Our main contribution in this paper is the first polynomial algorithm for computing (stationary) Nash equilibria in adversarial team Markov games, an important class of games in which a team of uncoordinated but identically-interested players is competing against an adversarial player. We argued that this setting serves as a step towards modeling more realistic multi-agent applications that feature both competing and cooperative interests. There are many interesting directions for future research. One caveat of our main algorithm (IPGMAX) is that it requires a separate subroutine for computing the optimal policy of the adversary. It is plausible that a carefully designed two-timescale policy gradient method can efficiently reach a Nash equilibrium, which would yield fully model-free algorithms for adversarial team Markov games by obviating the need to solve a linear program. Techniques from the literature on constrained MDPs (Ying et al., 2022) could also be useful for computing the policy of the adversary in a more scalable way. Furthermore, exploring different solution concepts-beyond Nash equilibria-could also be a fruitful avenue for the future. Indeed, allowing some limited form of correlation between the players in the team could lead to more efficient algorithms; whether that form of coordination is justified (arguably) depends to a large extent on the application at hand. Finally, returning to Question (⋆), a more ambitious agenda revolves around understanding the fundamental structure of games for which computing Nash equilibria is provably computationally tractable.

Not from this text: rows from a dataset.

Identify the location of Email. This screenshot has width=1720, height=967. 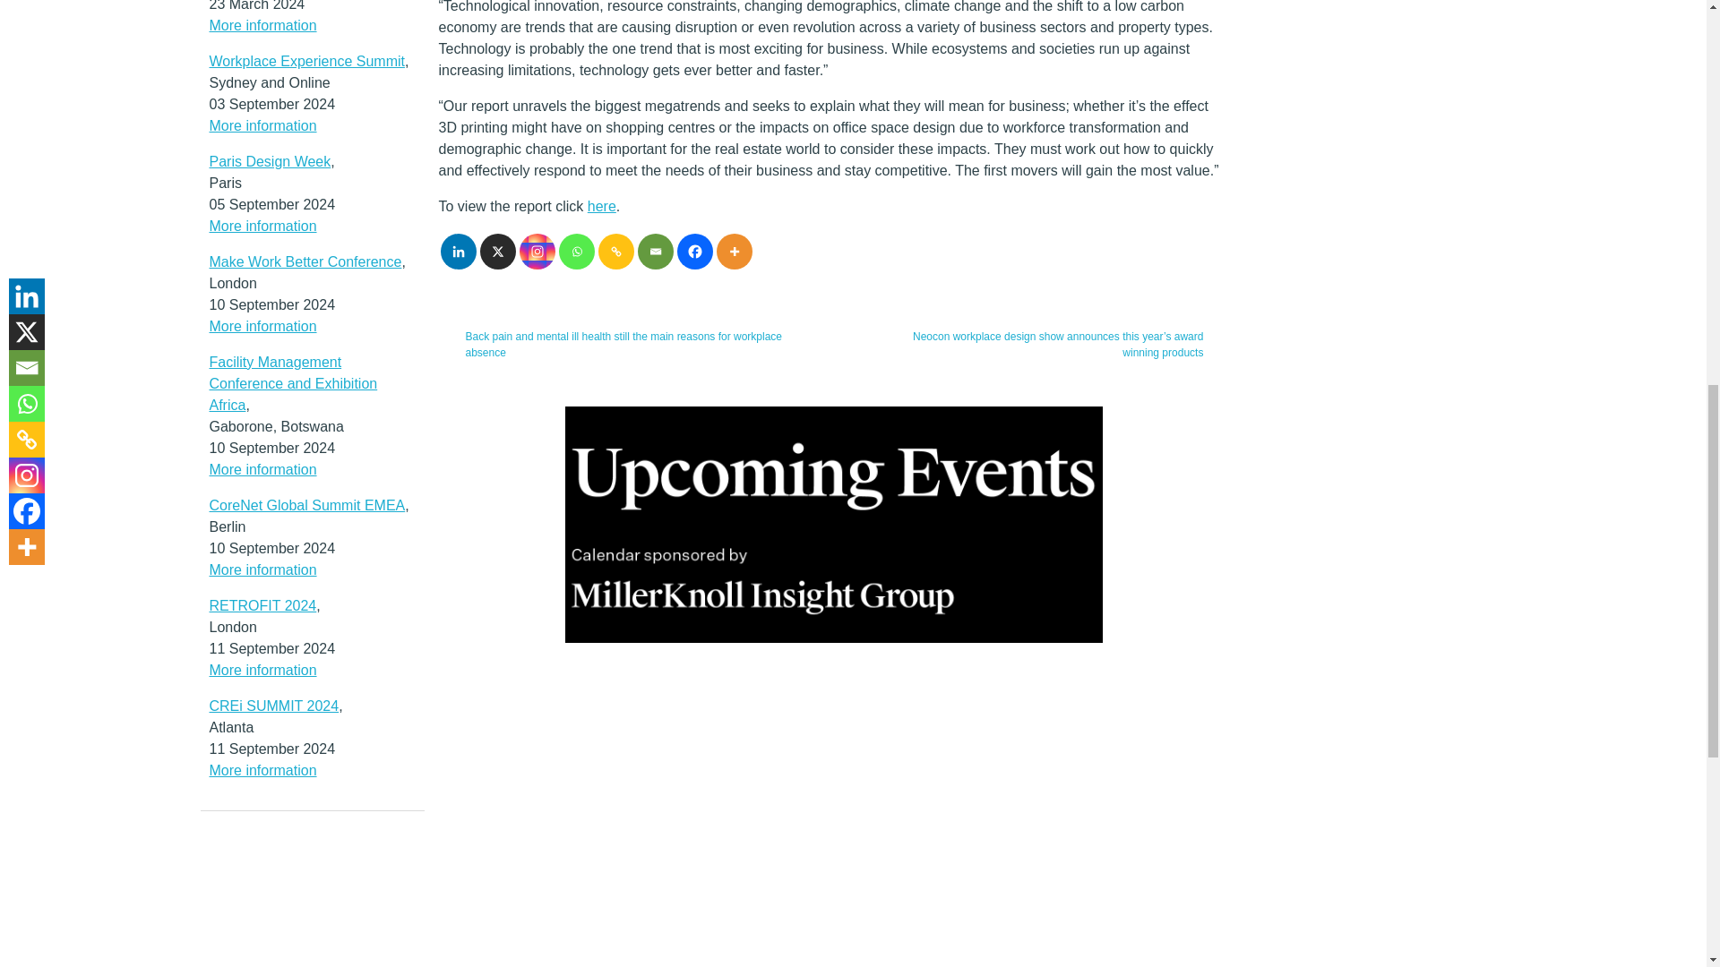
(656, 252).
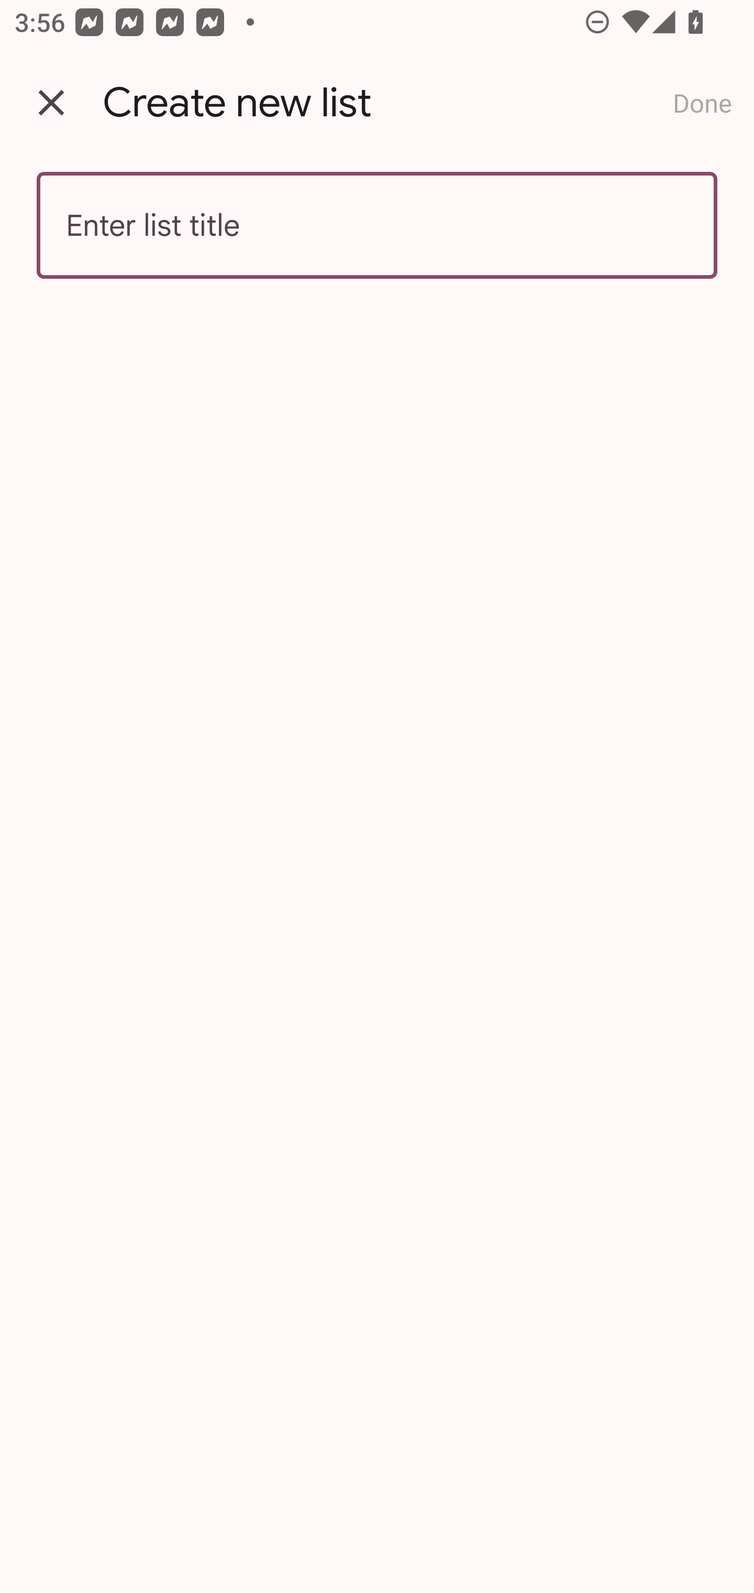 Image resolution: width=754 pixels, height=1593 pixels. Describe the element at coordinates (702, 103) in the screenshot. I see `Done` at that location.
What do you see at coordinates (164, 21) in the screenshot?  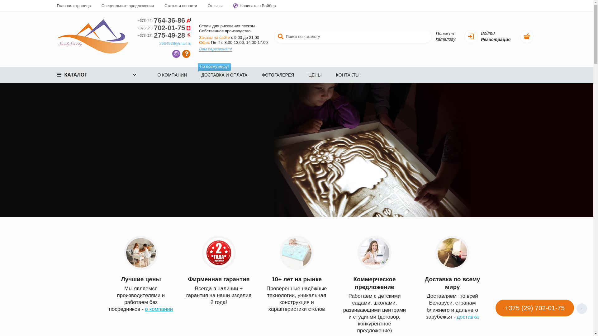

To ease the notation, and without any essential loss of generality, we will assume throughout that the action space does not depend on the state. Assuming that the reward is positive is without any loss of generality (see Claim D.6). Hansen et al. (2008);Borgs et al. (2010) establish FNP-hardness and inapproximability for general 3player games, but their argument readily applies to 3-player team games as well.



x, b) := E a∼xs [r(s, a, b] and P(s ′ |s, x, b)) := E a∼xs [P(s ′ |s, a, b)]. For a fixed strategy x ∈ X for the team, this program describes the (discounted) MDP faced by the adversary. A central challenge in this formulation lies in the nonconvexity-nonconcavity of the constraint functions, witnessed by the multilinear constraint (Q1).

ACKNOWLEDGMENTS

We are grateful to the anonymous ICLR reviewers for their valuable feedback. Ioannis Anagnostides thanks Gabriele Farina and Brian H. Zhang for helpful discussions. Ioannis Panageas would like to acknowledge a start-up grant. Part of this project was done while he was a visiting research scientist at the Simons Institute for the Theory of Computing for the program "Learning and Games". Vaggos Chatziafratis was supported by a start-up grant of UC Santa Cruz, the Foundations of Data Science Institute (FODSI) fellowship at MIT and Northeastern, and part of this work was carried out at the Simons Institute for the Theory of Computing. Emmanouil V. Vlatakis-Gkaragkounis is grateful for financial support by the Google-Simons Fellowship, Pancretan Association of America and Simons Collaboration on Algorithms and Geometry. This project was completed while he was a visiting research fellow at the Simons Institute for the Theory of Computing. Additionally, he would like to acknowledge the following series of NSF-CCF grants under the numbers 1763970/2107187/1563155/1814873.